Lines from the one containing "What do you" through the final line of the data, restated word for word and free of pictures, make up the whole answer.

====

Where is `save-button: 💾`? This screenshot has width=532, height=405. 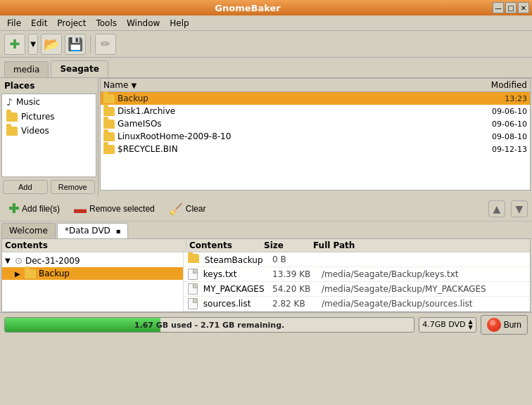
save-button: 💾 is located at coordinates (75, 44).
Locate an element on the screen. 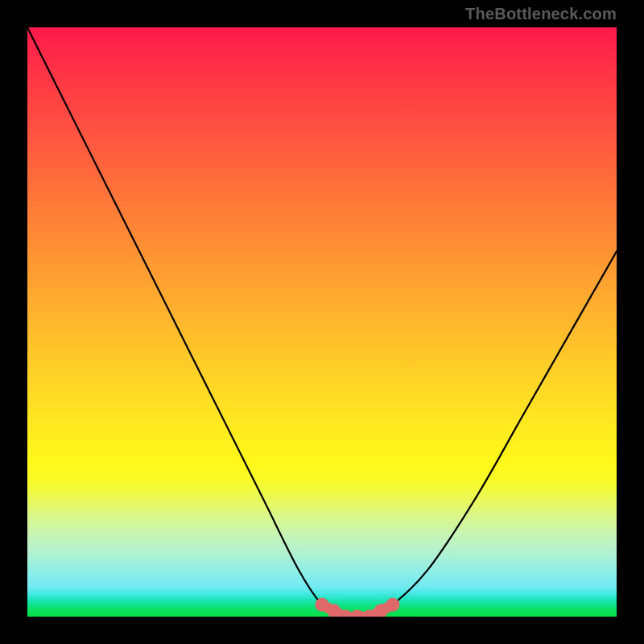 The height and width of the screenshot is (644, 644). bottom-highlight-dots is located at coordinates (357, 607).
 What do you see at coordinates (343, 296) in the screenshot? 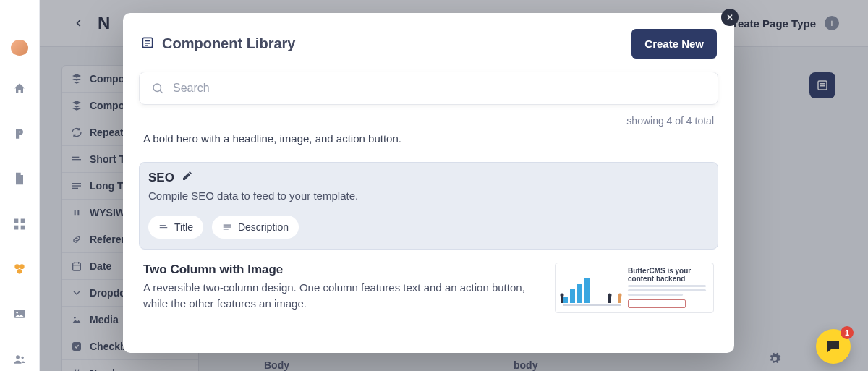
I see `card-description: A reversible two-column design. One colu…` at bounding box center [343, 296].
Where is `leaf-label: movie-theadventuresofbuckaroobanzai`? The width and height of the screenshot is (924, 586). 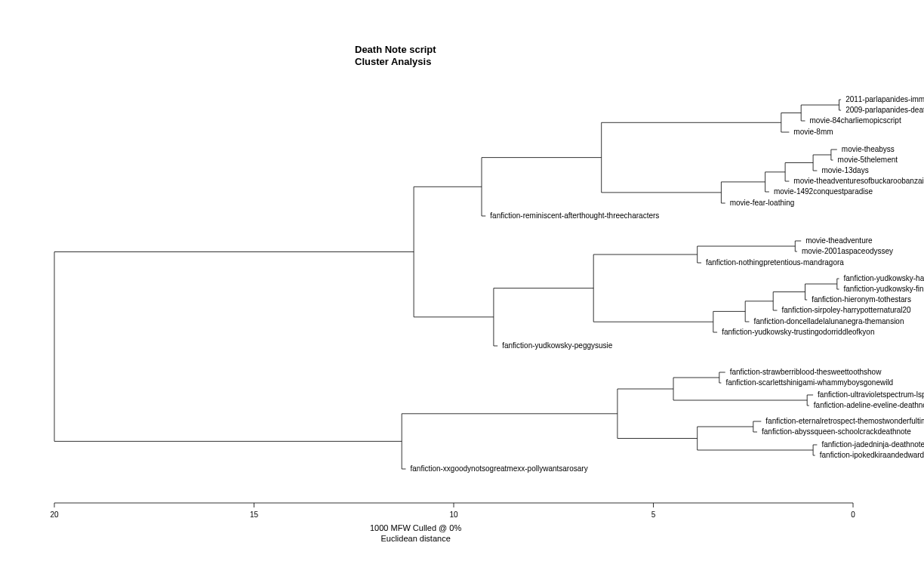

====

#### COMPLETED TASK:
 What do you see at coordinates (343, 296) in the screenshot? 
I see `card-description: A reversible two-column design. One colu…` at bounding box center [343, 296].
Where is `leaf-label: movie-theadventuresofbuckaroobanzai`? The width and height of the screenshot is (924, 586). 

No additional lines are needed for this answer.